In their first walk for 2014, The Friends of Grossmann House will host a pilgrimage around the city’s schools and churches.
The walk is also part of the National Trust Heritage Festival, this year themed Journeys.
“This pilgrimage through this little precinct of Maitland’s churches and schools fits in very well with this theme because for a lot of Maitland’s religious communities it was a journey coming here to Australia,” Friends of Grossmann House member Holly McNamee said.
“And what’s interesting is that these buildings are all still here and serving their original purpose.”
Mr Belcher and fellow historian Wayne Campbell will guide the walk, which will include visits to All Saints College, St Mary’s Campus, St John’s Primary School, the cathedral precinct and the Maitland Uniting Church.

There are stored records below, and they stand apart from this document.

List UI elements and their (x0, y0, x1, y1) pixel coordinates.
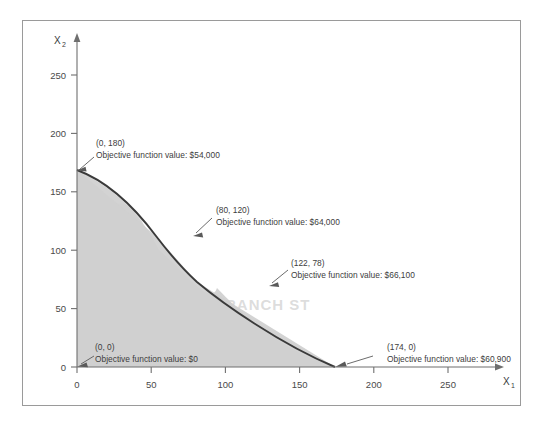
annotation-point-122-78: (122, 78) (291, 258, 325, 268)
annotation-point-174-0: (174, 0) (387, 342, 416, 352)
annotation-point-0-0: (0, 0) (95, 342, 115, 352)
annotation-value-0-0: Objective function value: $0 (95, 354, 198, 364)
leader-arrowhead-vertex-174-0 (336, 362, 347, 367)
leader-arrowhead-vertex-80-120 (193, 233, 203, 238)
y-tick-label-200: 200 (50, 128, 66, 139)
y-tick-label-100: 100 (50, 245, 66, 256)
x-tick-label-100: 100 (217, 379, 233, 390)
y-axis-arrowhead (74, 33, 81, 42)
x-axis-label-subscript: 1 (511, 382, 515, 389)
y-tick-label-0: 0 (61, 362, 66, 373)
leader-arrowhead-vertex-122-78 (269, 282, 279, 287)
annotation-value-122-78: Objective function value: $66,100 (291, 270, 415, 280)
y-tick-label-50: 50 (55, 303, 66, 314)
y-axis-label: X (54, 35, 61, 46)
x-axis-label: X (503, 376, 510, 387)
x-tick-label-200: 200 (366, 379, 382, 390)
linear-programming-chart: THE BRANCH ST 0 50 100 150 200 250 (0, 0, 543, 430)
x-tick-label-50: 50 (146, 379, 157, 390)
leader-line-vertex-80-120 (196, 218, 212, 233)
y-axis-label-subscript: 2 (62, 41, 66, 48)
x-tick-label-150: 150 (292, 379, 308, 390)
y-tick-label-150: 150 (50, 186, 66, 197)
annotation-value-174-0: Objective function value: $60,900 (387, 354, 511, 364)
leader-line-vertex-0-180 (79, 157, 94, 170)
leader-line-vertex-122-78 (272, 270, 288, 283)
y-tick-label-250: 250 (50, 70, 66, 81)
figure-root: THE BRANCH ST 0 50 100 150 200 250 (0, 0, 543, 430)
annotation-point-80-120: (80, 120) (216, 205, 250, 215)
annotation-value-80-120: Objective function value: $64,000 (216, 217, 340, 227)
annotation-point-0-180: (0, 180) (96, 138, 125, 148)
leader-line-vertex-174-0 (347, 356, 373, 364)
x-tick-label-0: 0 (74, 379, 79, 390)
annotation-value-0-180: Objective function value: $54,000 (96, 150, 220, 160)
x-axis-arrowhead (495, 364, 504, 371)
x-tick-label-250: 250 (440, 379, 456, 390)
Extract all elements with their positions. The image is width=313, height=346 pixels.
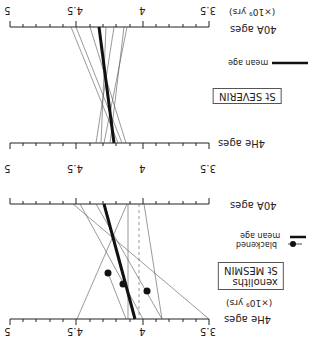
tick-label: 4.5 (67, 5, 83, 16)
tick-label: 5 (4, 163, 10, 174)
blackened-dot (144, 288, 151, 295)
tick-label: 5 (4, 326, 10, 337)
tick-label: 4.5 (67, 163, 83, 174)
tick-label: 3.5 (200, 326, 216, 337)
tick-label: 3.5 (200, 5, 216, 16)
tick-label: 3.5 (200, 163, 216, 174)
top-axis-unit: (×10⁹ yrs) (229, 7, 275, 17)
tick-label: 4 (139, 326, 145, 337)
legend-mean-age: mean age (240, 231, 280, 240)
bottom-axis-label: 4He ages (218, 138, 265, 149)
top-axis-label: 40A ages (230, 200, 277, 211)
tick-label: 4 (139, 163, 145, 174)
mean-age-line-severin (99, 27, 114, 143)
legend-mean-age: mean age (228, 58, 268, 67)
panel-title-mesmin: xenolithsSt MESMIN (218, 262, 284, 290)
tick-label: 4.5 (67, 326, 83, 337)
tick-label: 4 (139, 5, 145, 16)
top-axis-label: 40A ages (230, 24, 277, 35)
bottom-axis-label: 4He ages (224, 314, 271, 325)
blackened-dot (120, 281, 127, 288)
legend-blackened: blackened (236, 240, 277, 249)
tick-label: 5 (4, 5, 10, 16)
blackened-dot (105, 270, 112, 277)
panel-title-severin: St SEVERIN (213, 88, 282, 104)
figure-rendering (0, 0, 313, 346)
bottom-axis-unit: (×10⁹ yrs) (226, 298, 272, 308)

“Because of the compactness of Horseshoe Bend, central Maitland and south Maitland you have a huge diversity of churches and schools within a very small area with lots of denominations. It’s a microcosm of Australian society at the time,” Mr Belcher said.
“And the first thing people did when they arrived in a place was build a church because it was essential for the proper organisation of society.
“People needed rules and they needed governance.”
The walk will leave from the Maitland City Council car park at 2pm and end at Brough House, Church Street, Maitland, at 4pm, on April 27.